When you’re working on your emails, you might wonder, “How many times do I have to tell somebody something?”
Repetition is almost magical when it’s used correctly.
And there’s something very strange about repetition, something only a handful of people who write emails know.
The Best Way To Start
Before you can leverage the copywriting tactic of repetition, make sure you really know what your prospect wants. Weave strong connections between both the prospect’s emotional and rational needs, and the benefits you deliver.
Carefully consider your benefits, prioritize them, and boil them down to a core handful of statements you believe will resonate most effectively with your prospect.
Bake them into every email you write. There may be one benefit that towers above the rest, something you know is so well received by a prospect, that it deserves to be sung out in every single email.
How To Prevent Repetition Burnout
If you’re worried that the prospect will quickly perceive your emails as all the same…
Nothing but recycled, shopworn facts over and over…
Here’s the solution.
Plan your email sequence content. Figure out in advance how to present essential information in a fresh way in each email. You can:
- Turn your core benefit into stories, which immediately gives you an infinite number of ways to present it.
- Write a mini-case study, or use a testimonial.
- Describe a before and after scenario, the surprising ease with which a struggle went away, or the achievement that results from action taken.
Let’s say the core benefit you need to get across is, “100% of the people who use my technique have finally put an end to procrastination.”
There is nothing wrong with turning this message into a tagline, or a positioning statement.
Your readers will not get sick of this, and they will actually begin to believe what you say.
This brings us to the strange truth of repetition. Repetition actually creates credibility.
Why Repetition Works
Researchers with Fairfield University in Connecticut and Fordham University in New York studied the effects of the repetition of information and published an academic paper, Reading is Believing: The Truth Effect and Source Credibility.
If you’d like to read this paper, let me know, and I’ll send you a copy.
The authors, Linda Henkel and Mark Mattson, found that we tend to
believe something simply because we’re constantly exposed to it.
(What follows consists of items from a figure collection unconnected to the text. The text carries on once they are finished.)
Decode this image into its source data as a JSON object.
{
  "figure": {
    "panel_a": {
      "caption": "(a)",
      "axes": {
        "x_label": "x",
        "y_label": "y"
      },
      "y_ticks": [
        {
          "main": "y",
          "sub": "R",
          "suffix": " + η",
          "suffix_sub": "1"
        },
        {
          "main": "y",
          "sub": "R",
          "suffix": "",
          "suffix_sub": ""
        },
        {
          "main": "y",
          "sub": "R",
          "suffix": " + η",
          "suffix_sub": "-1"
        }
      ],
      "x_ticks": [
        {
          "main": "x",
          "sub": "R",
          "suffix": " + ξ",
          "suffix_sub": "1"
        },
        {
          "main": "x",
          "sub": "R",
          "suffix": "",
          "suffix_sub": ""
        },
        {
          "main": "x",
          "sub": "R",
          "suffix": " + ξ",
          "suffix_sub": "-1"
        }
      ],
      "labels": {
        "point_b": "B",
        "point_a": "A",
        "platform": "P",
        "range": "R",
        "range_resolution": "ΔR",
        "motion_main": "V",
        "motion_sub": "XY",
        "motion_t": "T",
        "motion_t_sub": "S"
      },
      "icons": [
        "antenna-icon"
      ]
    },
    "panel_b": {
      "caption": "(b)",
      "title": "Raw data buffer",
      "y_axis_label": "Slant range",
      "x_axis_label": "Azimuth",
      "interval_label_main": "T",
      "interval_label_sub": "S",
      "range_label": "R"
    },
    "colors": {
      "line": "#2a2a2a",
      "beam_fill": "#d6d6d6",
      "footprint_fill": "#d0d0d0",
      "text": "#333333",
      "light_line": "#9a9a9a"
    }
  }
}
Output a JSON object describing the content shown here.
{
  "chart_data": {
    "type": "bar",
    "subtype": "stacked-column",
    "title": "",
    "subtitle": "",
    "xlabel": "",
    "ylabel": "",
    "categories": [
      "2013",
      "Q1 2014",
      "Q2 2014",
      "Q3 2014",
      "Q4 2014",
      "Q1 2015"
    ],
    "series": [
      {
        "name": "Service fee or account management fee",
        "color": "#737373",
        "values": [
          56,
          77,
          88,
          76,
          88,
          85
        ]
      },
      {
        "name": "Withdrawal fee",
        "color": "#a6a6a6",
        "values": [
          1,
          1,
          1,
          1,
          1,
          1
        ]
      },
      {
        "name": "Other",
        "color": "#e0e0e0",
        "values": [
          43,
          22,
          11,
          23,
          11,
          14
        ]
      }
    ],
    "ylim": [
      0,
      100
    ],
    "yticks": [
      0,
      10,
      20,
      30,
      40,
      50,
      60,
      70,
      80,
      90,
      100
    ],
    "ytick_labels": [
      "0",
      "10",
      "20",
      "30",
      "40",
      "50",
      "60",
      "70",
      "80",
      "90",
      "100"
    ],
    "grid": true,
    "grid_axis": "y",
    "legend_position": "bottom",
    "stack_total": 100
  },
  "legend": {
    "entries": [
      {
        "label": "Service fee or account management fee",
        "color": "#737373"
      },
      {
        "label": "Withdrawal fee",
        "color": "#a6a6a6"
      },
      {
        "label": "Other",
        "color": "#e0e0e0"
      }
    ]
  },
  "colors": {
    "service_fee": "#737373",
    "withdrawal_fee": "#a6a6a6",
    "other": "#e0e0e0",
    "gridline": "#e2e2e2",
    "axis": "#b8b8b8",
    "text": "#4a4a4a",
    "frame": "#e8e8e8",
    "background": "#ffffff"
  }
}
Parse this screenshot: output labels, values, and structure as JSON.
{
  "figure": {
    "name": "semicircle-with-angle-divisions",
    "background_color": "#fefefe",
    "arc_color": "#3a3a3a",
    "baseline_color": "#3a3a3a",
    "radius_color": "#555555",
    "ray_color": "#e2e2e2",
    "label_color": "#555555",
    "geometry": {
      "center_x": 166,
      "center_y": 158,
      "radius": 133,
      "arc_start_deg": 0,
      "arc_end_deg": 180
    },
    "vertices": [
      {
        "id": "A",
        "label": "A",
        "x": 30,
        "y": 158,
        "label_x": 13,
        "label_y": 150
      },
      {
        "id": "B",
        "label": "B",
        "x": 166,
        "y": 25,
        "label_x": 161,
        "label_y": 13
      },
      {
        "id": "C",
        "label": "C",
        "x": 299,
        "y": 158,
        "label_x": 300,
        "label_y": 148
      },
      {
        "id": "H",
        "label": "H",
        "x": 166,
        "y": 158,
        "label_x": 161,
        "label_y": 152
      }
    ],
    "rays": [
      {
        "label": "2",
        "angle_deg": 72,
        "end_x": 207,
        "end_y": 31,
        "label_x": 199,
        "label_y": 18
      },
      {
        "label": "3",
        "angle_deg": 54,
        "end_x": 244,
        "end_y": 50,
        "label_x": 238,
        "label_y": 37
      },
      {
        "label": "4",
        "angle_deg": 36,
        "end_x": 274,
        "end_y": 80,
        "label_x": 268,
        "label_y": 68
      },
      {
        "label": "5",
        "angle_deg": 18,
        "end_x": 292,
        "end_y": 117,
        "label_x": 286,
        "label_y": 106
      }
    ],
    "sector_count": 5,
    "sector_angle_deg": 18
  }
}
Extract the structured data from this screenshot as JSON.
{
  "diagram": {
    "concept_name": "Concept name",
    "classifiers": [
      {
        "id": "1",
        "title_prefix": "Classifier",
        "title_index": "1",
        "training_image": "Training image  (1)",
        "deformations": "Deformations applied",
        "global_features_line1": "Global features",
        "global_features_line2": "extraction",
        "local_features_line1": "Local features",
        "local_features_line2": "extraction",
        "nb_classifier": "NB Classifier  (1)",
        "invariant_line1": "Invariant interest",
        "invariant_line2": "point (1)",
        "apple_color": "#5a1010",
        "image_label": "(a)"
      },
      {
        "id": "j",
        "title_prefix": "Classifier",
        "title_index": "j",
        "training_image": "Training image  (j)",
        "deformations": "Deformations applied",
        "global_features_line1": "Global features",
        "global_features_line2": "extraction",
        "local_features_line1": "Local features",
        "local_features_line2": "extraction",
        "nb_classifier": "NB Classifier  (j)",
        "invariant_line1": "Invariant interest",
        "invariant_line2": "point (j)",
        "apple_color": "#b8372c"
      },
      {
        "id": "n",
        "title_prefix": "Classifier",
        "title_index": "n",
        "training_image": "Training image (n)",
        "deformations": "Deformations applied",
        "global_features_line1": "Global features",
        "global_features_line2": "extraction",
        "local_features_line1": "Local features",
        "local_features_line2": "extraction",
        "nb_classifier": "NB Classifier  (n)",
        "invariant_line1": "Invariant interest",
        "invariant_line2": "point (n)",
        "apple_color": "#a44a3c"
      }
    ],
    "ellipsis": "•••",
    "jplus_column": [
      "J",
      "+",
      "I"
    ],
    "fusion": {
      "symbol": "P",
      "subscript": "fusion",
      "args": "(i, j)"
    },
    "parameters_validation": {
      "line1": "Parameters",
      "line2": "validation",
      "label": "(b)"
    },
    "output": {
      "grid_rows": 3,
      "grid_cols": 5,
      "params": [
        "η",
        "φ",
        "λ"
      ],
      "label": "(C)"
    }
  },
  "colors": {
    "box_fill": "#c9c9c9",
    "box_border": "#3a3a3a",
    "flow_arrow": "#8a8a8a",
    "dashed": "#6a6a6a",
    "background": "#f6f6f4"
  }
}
Their research reveals that…
“Familiarity may create an illusion of truth for statements when people lack source-specifying cues, especially cues regarding the reliability of the source.”
This is great news for businesses just getting started.
If you are the source of the claims in your emails, and you don’t have social proof sources yet such as client testimonials, your new business can still build the credibility that’s essential for conversion.
The challenge is to use repetition in a thoughtful, structured fashion that will keep your prospect engaged, informed, and moving through your funnel.
And… make sure what you have to say is what the prospect really wants to know.